The climate change activist movement Extinction Rebellion has been accused of “extremism” by a former counter-terrorism chief.
Richard Walton, who was head of the Metropolitan Police Counter Terrorism Command between 2011-2016, has delivered his verdict not to a newspaper but in a report he co-authored for the right-wing think tank, Policy Exchange — an organisation with a political agenda that scored a transparency rating of zero from the Who Funds You? think tank, and which enjoys often slavish coverage by the British media any time it publishes a Big Thought. (A recent example being the Daily Mail front page reporting on its stop and search report as if it were a government proposal.)
Policy Exchange’s report on Extinction Rebellion has received understandable media attention because of Walton’s former job at Scotland Yard – and the explosive conclusions it draws about the environmental movement.
“The leaders of Extinction Rebellion seek a more subversive agenda” than fighting climate change, says the paper. “One that that is rooted in the political extremism of anarchism, eco-socialism and radical anti-capitalist environmentalism.”
It warns that the group wants to accompany mass protest with “law-breaking – leading eventually to the breakdown of democracy and the state”.
There are two problems here.
The first is that many of Policy Exchange’s seemingly shocking discoveries are in fact descriptions of what Extinction Rebellion has already made publicly known.
One of its tactics is mass civil disobedience. The group is open about that. And with the word “rebellion” in its name, it is clearly a subversive, unconventional group working outside of the normal state structures.
Its activists relish causing disruption – while writing this piece, for example, I received a triumphant press release from them about causing “Motorway Madness” in Bristol, on day three of their “Summer Uprising”. The group celebrates these disturbances and accompanying arrests, viewing them through the same lens as the tactics used by the suffragettes and civil rights movements.
“If we are to have any chance of leaving a liveable planet for the next generation, the existing system needs to change and Extinction Rebellion is determined about its aim to make that happen by whatever non-violent means necessary,” the group states in response to Policy Exchange’s report.
The second problem is that the Policy Exchange paper is part of a longstanding pattern of think tanks weaving a web of policy and lobbying against climate change activism. In that regard, it’s not particularly new.
“The large number of think tanks and think tank networks involved in climate change policy scepticism can be considered central” to the battle over the climate change policy agenda, writes the political scientist Dr Dieter Plehwe in a 2014 paper, “Think tank networks and the knowledge–interest nexus: the case of climate change”.
“The combination of powerful expert, consulting and lobby/advocacy capacities that rely on organised think tank infrastructures implies a growing need for closer attention to think tank models in public policy analysis.”
There’s nothing new in an establishment rattled by a protest group. But it will become increasingly difficult to continue branding climate change activists “extreme” when their cause is becoming ever more mainstream.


▶ Your instructions: Could you copy the records below exactly, keeping none of the images?

▶ Data to process:

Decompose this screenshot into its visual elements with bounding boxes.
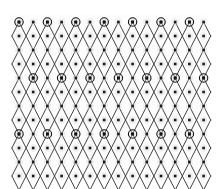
superlattice-site-core (188, 21, 191, 24)
lattice-site (188, 49, 191, 52)
lattice-site (146, 91, 149, 94)
lattice-site (131, 77, 134, 80)
lattice-site (32, 133, 35, 136)
lattice-site (75, 49, 78, 52)
superlattice-site-core (131, 21, 134, 24)
lattice-site (146, 49, 149, 52)
lattice-site (46, 77, 49, 80)
lattice-site (60, 147, 63, 150)
lattice-site (32, 105, 35, 108)
lattice-site (32, 35, 35, 38)
lattice-site (117, 49, 120, 52)
lattice-site (60, 21, 63, 24)
lattice-site (75, 105, 78, 108)
lattice-site (89, 21, 92, 24)
lattice-site (89, 133, 92, 136)
lattice-site (160, 161, 163, 164)
lattice-site (174, 105, 177, 108)
lattice-site (46, 175, 49, 178)
lattice-site (32, 21, 35, 24)
lattice-site (60, 63, 63, 66)
lattice-site (146, 105, 149, 108)
lattice-site (46, 91, 49, 94)
lattice-site (188, 161, 191, 164)
lattice-site (75, 63, 78, 66)
superlattice-site-core (160, 133, 163, 136)
superlattice-site-core (18, 21, 21, 24)
superlattice-site-core (74, 21, 77, 24)
lattice-site (117, 161, 120, 164)
lattice-site (117, 133, 120, 136)
lattice-site (89, 35, 92, 38)
lattice-site (18, 77, 21, 80)
lattice-site (188, 175, 191, 178)
lattice-site (188, 119, 191, 122)
lattice-site (103, 91, 106, 94)
lattice-site (160, 119, 163, 122)
lattice-site (89, 63, 92, 66)
lattice-site (103, 175, 106, 178)
lattice-site (202, 147, 205, 150)
lattice-site (146, 119, 149, 122)
lattice-site (174, 161, 177, 164)
superlattice-site-core (32, 77, 35, 80)
lattice-site (89, 147, 92, 150)
lattice-canvas (0, 0, 218, 189)
lattice-site (46, 119, 49, 122)
lattice-site (131, 161, 134, 164)
lattice-site (60, 133, 63, 136)
lattice-site (103, 63, 106, 66)
lattice-site (131, 147, 134, 150)
lattice-site (174, 91, 177, 94)
lattice-site (75, 35, 78, 38)
lattice-site (146, 147, 149, 150)
lattice-site (146, 21, 149, 24)
lattice-site (89, 49, 92, 52)
lattice-site (117, 35, 120, 38)
lattice-site (60, 105, 63, 108)
superlattice-site-core (117, 77, 120, 80)
lattice-site (18, 49, 21, 52)
lattice-site (160, 35, 163, 38)
lattice-site (18, 105, 21, 108)
lattice-site (60, 175, 63, 178)
lattice-site (174, 175, 177, 178)
lattice-site (174, 147, 177, 150)
lattice-site (18, 119, 21, 122)
lattice-site (18, 63, 21, 66)
lattice-site (89, 161, 92, 164)
lattice-figure (0, 0, 218, 189)
lattice-site (60, 35, 63, 38)
lattice-site (146, 35, 149, 38)
lattice-site (188, 63, 191, 66)
lattice-site (32, 161, 35, 164)
lattice-site (188, 35, 191, 38)
lattice-site (131, 105, 134, 108)
lattice-site (160, 63, 163, 66)
lattice-site (18, 91, 21, 94)
lattice-site (131, 63, 134, 66)
lattice-site (160, 105, 163, 108)
lattice-site (18, 175, 21, 178)
lattice-site (202, 35, 205, 38)
lattice-site (32, 63, 35, 66)
lattice-site (46, 63, 49, 66)
lattice-site (188, 147, 191, 150)
lattice-site (202, 161, 205, 164)
superlattice-site-core (174, 77, 177, 80)
lattice-site (160, 77, 163, 80)
lattice-site (60, 161, 63, 164)
superlattice-site-core (46, 21, 49, 24)
lattice-site (202, 49, 205, 52)
lattice-site (202, 21, 205, 24)
lattice-site (202, 63, 205, 66)
lattice-site (60, 119, 63, 122)
lattice-site (75, 119, 78, 122)
lattice-site (117, 63, 120, 66)
lattice-site (146, 63, 149, 66)
lattice-site (46, 105, 49, 108)
lattice-site (117, 105, 120, 108)
lattice-site (117, 119, 120, 122)
lattice-site (160, 91, 163, 94)
lattice-site (117, 175, 120, 178)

▶ Solved problem:
Decompose this screenshot into its visual elements with bounding boxes.
superlattice-site-core (188, 21, 191, 24)
lattice-site (188, 49, 191, 52)
lattice-site (146, 91, 149, 94)
lattice-site (131, 77, 134, 80)
lattice-site (32, 133, 35, 136)
lattice-site (75, 49, 78, 52)
superlattice-site-core (131, 21, 134, 24)
lattice-site (146, 49, 149, 52)
lattice-site (46, 77, 49, 80)
lattice-site (60, 147, 63, 150)
lattice-site (32, 105, 35, 108)
lattice-site (32, 35, 35, 38)
lattice-site (117, 49, 120, 52)
lattice-site (60, 21, 63, 24)
lattice-site (75, 105, 78, 108)
lattice-site (89, 21, 92, 24)
lattice-site (89, 133, 92, 136)
lattice-site (160, 161, 163, 164)
lattice-site (174, 105, 177, 108)
lattice-site (46, 175, 49, 178)
lattice-site (32, 21, 35, 24)
lattice-site (60, 63, 63, 66)
lattice-site (146, 105, 149, 108)
lattice-site (46, 91, 49, 94)
lattice-site (188, 161, 191, 164)
lattice-site (75, 63, 78, 66)
superlattice-site-core (160, 133, 163, 136)
superlattice-site-core (18, 21, 21, 24)
superlattice-site-core (74, 21, 77, 24)
lattice-site (117, 161, 120, 164)
lattice-site (117, 133, 120, 136)
lattice-site (89, 35, 92, 38)
lattice-site (18, 77, 21, 80)
lattice-site (188, 175, 191, 178)
lattice-site (188, 119, 191, 122)
lattice-site (103, 91, 106, 94)
lattice-site (160, 119, 163, 122)
lattice-site (89, 63, 92, 66)
lattice-site (103, 175, 106, 178)
lattice-site (202, 147, 205, 150)
lattice-site (146, 119, 149, 122)
lattice-site (174, 161, 177, 164)
superlattice-site-core (32, 77, 35, 80)
lattice-site (89, 147, 92, 150)
lattice-canvas (0, 0, 218, 189)
lattice-site (46, 119, 49, 122)
lattice-site (131, 161, 134, 164)
lattice-site (60, 133, 63, 136)
lattice-site (103, 63, 106, 66)
lattice-site (131, 147, 134, 150)
lattice-site (174, 91, 177, 94)
lattice-site (75, 35, 78, 38)
lattice-site (146, 147, 149, 150)
lattice-site (146, 21, 149, 24)
lattice-site (89, 49, 92, 52)
lattice-site (117, 35, 120, 38)
lattice-site (60, 105, 63, 108)
superlattice-site-core (117, 77, 120, 80)
lattice-site (18, 49, 21, 52)
lattice-site (160, 35, 163, 38)
lattice-site (18, 105, 21, 108)
lattice-site (60, 175, 63, 178)
lattice-site (174, 175, 177, 178)
lattice-site (174, 147, 177, 150)
lattice-site (18, 119, 21, 122)
lattice-site (18, 63, 21, 66)
lattice-site (89, 161, 92, 164)
lattice-figure (0, 0, 218, 189)
lattice-site (60, 35, 63, 38)
lattice-site (146, 35, 149, 38)
lattice-site (188, 63, 191, 66)
lattice-site (32, 161, 35, 164)
lattice-site (188, 35, 191, 38)
lattice-site (131, 105, 134, 108)
lattice-site (160, 63, 163, 66)
lattice-site (18, 91, 21, 94)
lattice-site (131, 63, 134, 66)
lattice-site (160, 105, 163, 108)
lattice-site (18, 175, 21, 178)
lattice-site (202, 35, 205, 38)
lattice-site (32, 63, 35, 66)
lattice-site (46, 63, 49, 66)
lattice-site (188, 147, 191, 150)
lattice-site (202, 161, 205, 164)
superlattice-site-core (174, 77, 177, 80)
lattice-site (160, 77, 163, 80)
lattice-site (60, 161, 63, 164)
superlattice-site-core (46, 21, 49, 24)
lattice-site (202, 49, 205, 52)
lattice-site (202, 21, 205, 24)
lattice-site (202, 63, 205, 66)
lattice-site (60, 119, 63, 122)
lattice-site (75, 119, 78, 122)
lattice-site (117, 63, 120, 66)
lattice-site (146, 63, 149, 66)
lattice-site (46, 105, 49, 108)
lattice-site (117, 105, 120, 108)
lattice-site (117, 119, 120, 122)
lattice-site (160, 91, 163, 94)
lattice-site (117, 175, 120, 178)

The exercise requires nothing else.